The green issue of Outside hits the newsstands today — flip it open, and what to your wondering eyes will appear but some wacko with a chainsaw and a skeptical guy in a newsboy cap. There they are, Grist President Chip Giller and Staff Writer David Roberts, illustrating a feature article about Grist. (Outside likes us, they really like us!) Stop squinting to read the tiny print — check out an excerpt below the fold.
The following is an excerpt of a feature story in the April issue of Outside magazine, which is now available on newsstands. To subscribe to Outside magazine, click here.
[UPDATE: The full text of the article is now up on the Outside website.]
What’s So Funny?
Actually … global warming, solar power, baby seals, carbon dioxide — and that’s just for starters. Thanks to the cheeky enviro-news site Grist.org, greens finally have a funny bone. Now these upstarts want to lead the movement into the mainstream. Seriously.
By Tim Dickinson
IMAGINE THAT WRITERS for The Daily Show staged a hostile takeover of Sierra magazine. Earnest reports on climate change and organic foods would get repackaged with devilish irreverence. There would be jokes about Superfund sites, tree huggers, and the plight of endangered species. Al Gore would be a huge fan-and a favorite whipping boy. People under 40 might actually read it.
Which is to say, you’d probably end up with something a lot like Grist.
An online magazine published out of a 1920s high-rise in downtown Seattle, Grist.org is reshaping green journalism by luring a younger and wider audience with an approach that’s not so much dumbed down as smart-alecked up. The site’s offerings include feature stories, interviews, an advice column, and a blog, though it’s best known for the Daily Grist, which summarizes the top environmental news from the mainstream and alternative press in snackable blurbs.

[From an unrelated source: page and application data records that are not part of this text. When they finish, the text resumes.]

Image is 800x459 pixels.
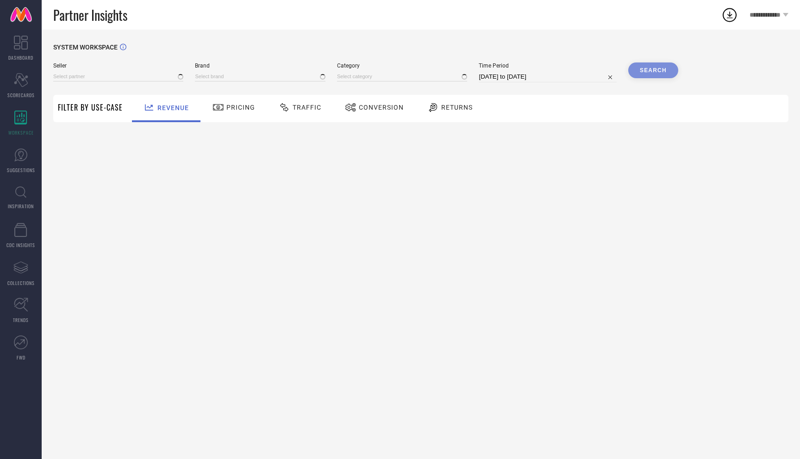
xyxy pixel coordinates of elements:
input: Select partner [53,72,183,81]
span: Seller [53,63,183,69]
input: Select brand [195,72,325,81]
span: TRENDS [13,317,29,324]
span: DASHBOARD [8,54,33,61]
input: Select time period [479,71,616,82]
span: Category [337,63,467,69]
span: Revenue [157,104,189,112]
span: Filter By Use-Case [58,102,123,113]
span: Partner Insights [53,6,127,25]
div: Open download list [721,6,738,23]
span: SCORECARDS [7,92,35,99]
span: Brand [195,63,325,69]
span: CDC INSIGHTS [6,242,35,249]
span: FWD [17,354,25,361]
span: Returns [441,104,473,111]
input: Select category [337,72,467,81]
span: COLLECTIONS [7,280,35,287]
span: Conversion [359,104,404,111]
span: WORKSPACE [8,129,34,136]
span: Time Period [479,63,616,69]
span: Pricing [226,104,255,111]
span: SYSTEM WORKSPACE [53,44,118,51]
span: INSPIRATION [8,203,34,210]
span: SUGGESTIONS [7,167,35,174]
span: Traffic [293,104,321,111]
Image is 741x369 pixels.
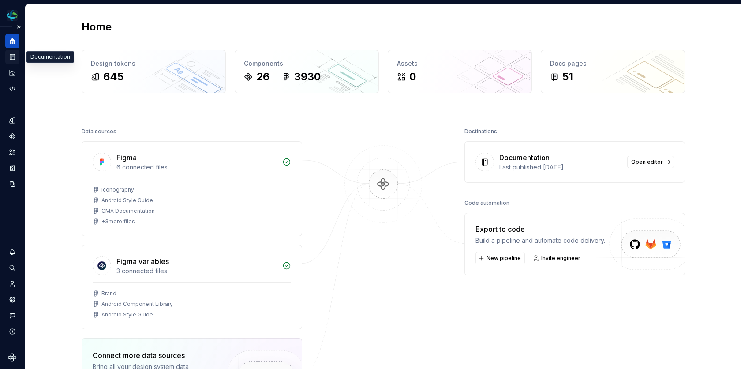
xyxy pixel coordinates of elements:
button: Search ⌘K [5,261,19,275]
span: New pipeline [487,255,521,262]
a: Analytics [5,66,19,80]
div: Export to code [476,224,605,234]
button: Contact support [5,308,19,323]
button: New pipeline [476,252,525,264]
div: Android Style Guide [101,311,153,318]
a: Design tokens645 [82,50,226,93]
div: 3930 [294,70,321,84]
a: Assets [5,145,19,159]
span: Open editor [631,158,663,165]
div: Figma variables [117,256,169,267]
div: 645 [103,70,124,84]
div: 51 [563,70,573,84]
a: Figma variables3 connected filesBrandAndroid Component LibraryAndroid Style Guide [82,245,302,329]
div: CMA Documentation [101,207,155,214]
div: Figma [117,152,137,163]
div: 26 [256,70,270,84]
a: Home [5,34,19,48]
a: Data sources [5,177,19,191]
div: Android Style Guide [101,197,153,204]
img: f6f21888-ac52-4431-a6ea-009a12e2bf23.png [7,10,18,21]
button: Expand sidebar [12,21,25,33]
a: Assets0 [388,50,532,93]
div: Design tokens [91,59,217,68]
div: Last published [DATE] [500,163,622,172]
div: Android Component Library [101,301,173,308]
div: 0 [410,70,416,84]
a: Documentation [5,50,19,64]
div: Connect more data sources [93,350,212,361]
a: Docs pages51 [541,50,685,93]
div: + 3 more files [101,218,135,225]
div: Components [244,59,370,68]
div: Destinations [465,125,497,138]
span: Invite engineer [541,255,581,262]
button: Notifications [5,245,19,259]
a: Open editor [628,156,674,168]
a: Components263930 [235,50,379,93]
div: Docs pages [550,59,676,68]
a: Invite engineer [530,252,585,264]
a: Code automation [5,82,19,96]
a: Figma6 connected filesIconographyAndroid Style GuideCMA Documentation+3more files [82,141,302,236]
div: 6 connected files [117,163,277,172]
div: Brand [101,290,117,297]
a: Settings [5,293,19,307]
div: Iconography [101,186,134,193]
svg: Supernova Logo [8,353,17,362]
div: Data sources [82,125,117,138]
a: Storybook stories [5,161,19,175]
div: Documentation [26,51,74,63]
a: Invite team [5,277,19,291]
h2: Home [82,20,112,34]
div: Build a pipeline and automate code delivery. [476,236,605,245]
div: Documentation [500,152,550,163]
div: Code automation [465,197,510,209]
div: Assets [397,59,523,68]
div: 3 connected files [117,267,277,275]
a: Design tokens [5,113,19,128]
a: Components [5,129,19,143]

Each is slugged with a trademark punny headline, which range from goofy (“Hey, Poacher, Leave Those Squids Alone”) to painful (“It Takes a Pillage to Raze the Wild”). When Yao Ming, the seven-foot-six-inch NBA star from China, took a stand against his country’s shark-fin harvesters last August, Grist declared, “No Soup for Yao!” In June, UPS’s announcement that it was testing hybrid delivery trucks inspired “Nice Package.”
The point behind the gags, says Chip Giller, Grist’s tousled 36-year-old founder and president, is to get past the “crust of cynicism” that often surrounds environmental problems. Grist doesn’t aim to make light of the issues — indeed, Giller seems personally weighted by them — but to make their details (and solutions) more palatable. As Giller puts it, “Humor is an effective way to get people to engage.”
Adam Werbach, the former wunderkind president of the Sierra Club who now runs a nonprofit promoting sustainable living, agrees, likening Grist to “a gateway drug.” Readers hooked by the Onion-y headlines find themselves reading serious reports on such unfunny subjects as biofuels and environmental justice-stories that would seem right at home in the pages of The Ecologist or Mother Jones.
In the current frenzied era of Wal-Mart organics, hybrid Chevy roadsters, and a million DVD copies of An Inconvenient Truth, Grist has also embraced green consumerism while renouncing what Giller calls the “historic hippie aspects” of environmentalism.
“We’re trying to focus on the environment as it relates to normal peoples’ lives,” he says. “What they purchase, where they live, what they drive. Not something out there that they go visit occasionally.” Which, Giller says, is why Grist provides “less worshipful language about the caribou in ANWR” and more answers to everyday questions, like the one recently posed to Grist’s lifestyle-advice column, Ask Umbra: “Can I recycle a beer bottle if there’s a lime wedge in it?” (Yep. Just drop it in the bin.)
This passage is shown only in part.